A neighborhood’s secret lords could also be Invisible Men.

“What is between you and Tony?” said Matricardi.

“I want to find Frank’s killer.” I’d already heard myself say this too many times, and meaning was leaking out of the phrase. It threatened to become a sort of moral tic: findfrank’skiller.

“Why don’t you follow Tony in this? Shouldn’t you act as one, as brothers?”

“I was there. When they took Frank. Tony-Hospitabailey!-Tony wasn’t there.”

“You’re saying then that he should follow you.”

“He shouldn’t get in my way. Essway! Wrongway!” I winced, hating to tic now, in front of them.

“You’re upset, Lionel.”

“Sure I’m upset.” Why should I confess my distrust to those I distrusted? The more Matricardi and Rockaforte spoke Tony’s name, the more certain I was they were tangled together in this somehow, and that Tony was far more familiar with The Clients than I’d been in the years since our first visit to this crypt, this mausoleum. I’d come away with a fork, he with something more. Why should I accuse one half of a conspiracy to the other? Instead I squinted and turned my head and pursed my lips, trying to avoid the obvious, finally acceded to The Clients’ power of suggestion and barked once, loudly.

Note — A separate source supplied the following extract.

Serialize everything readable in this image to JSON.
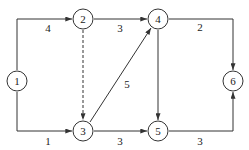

“You are afflicted and we feel for you. A man shouldn’t run, and he shouldn’t woof like a dog. He should find peace.”

“Why doesn’t Tony want me looking into Frank’s murder?”

“Tony wishes this thing to be done correctly and with care. Work with him, Lionel.”

“Why do you speak for Tony?” I gritted my teeth as I spoke the words. It wasn’t actly ticcing, but I’d begun to echo The Clients’ verbal rhythms, the cloistered Ping-Pong of their diction.

Matricardi sighed and looked at Rockaforte. Rockaforte raised his eyebrows.

“Do you like this house?” said Matricardi.

I considered the dust-covered parlor, the load of ancient furnishing between the carpet and the ceiling’s scrollwork, how it all hung suspended inside the shell of the warehouse-brownstone. I felt the presence of the past, of mothers and sons, deals and understandings, one dead hand gripping another-dead hands were nested here on Degraw Street like a series of Chinese boxes. Including Frank Minna’s. There were so many ways I didn’t like it I didn’t know where to begin, except that I knew I shouldn’t allow myself to begin at all.

“It’s not a house,” I said, offering the very least of my objections. “It’s a room.”

“He says it’s a room,” said Matricardi. “Lionel, this is my mother’s house where we sit. Where you stand so full of fury it makes you like a cornered dog.”

“Somebody killed Frank.”

“Are you accusing Tony?”

“Accusatony! Excusebaloney! Funnymonopoly!” I squeezed my eyes shut to interrupt the seizure of language.

“We wish you to understand, Lionel. We regret Frank’s passing. We miss him sorely. It is a soreness in our hearts. Nothing could please us more than to see his killer torn by birds or picked apart by insects with claws. Tony should have your help in bringing that day closer. You should stand behind him.”

“What if my search brings me to Tony?” I’d let The Clients lead me to this pass in the conversation, and now there wasn’t any reason to pretend.

“The dead live in our hearts, Lionel. From there Frank will never be dislodged. But now Tony has replaced Frank in the world of the living.”

“What does that mean? You’ve replaced Frank with Tony?”

“It means you shouldn’t act against Tony. Because our wishes go with him.”

I understood now. It was Tony’s Italian apotheosis at last. I was thrilled for him.

Unless it had been this way for years without my knowing. Maybe Tony Vermonte and The Clients ran deeper than Frank Minna and The Clients ever had.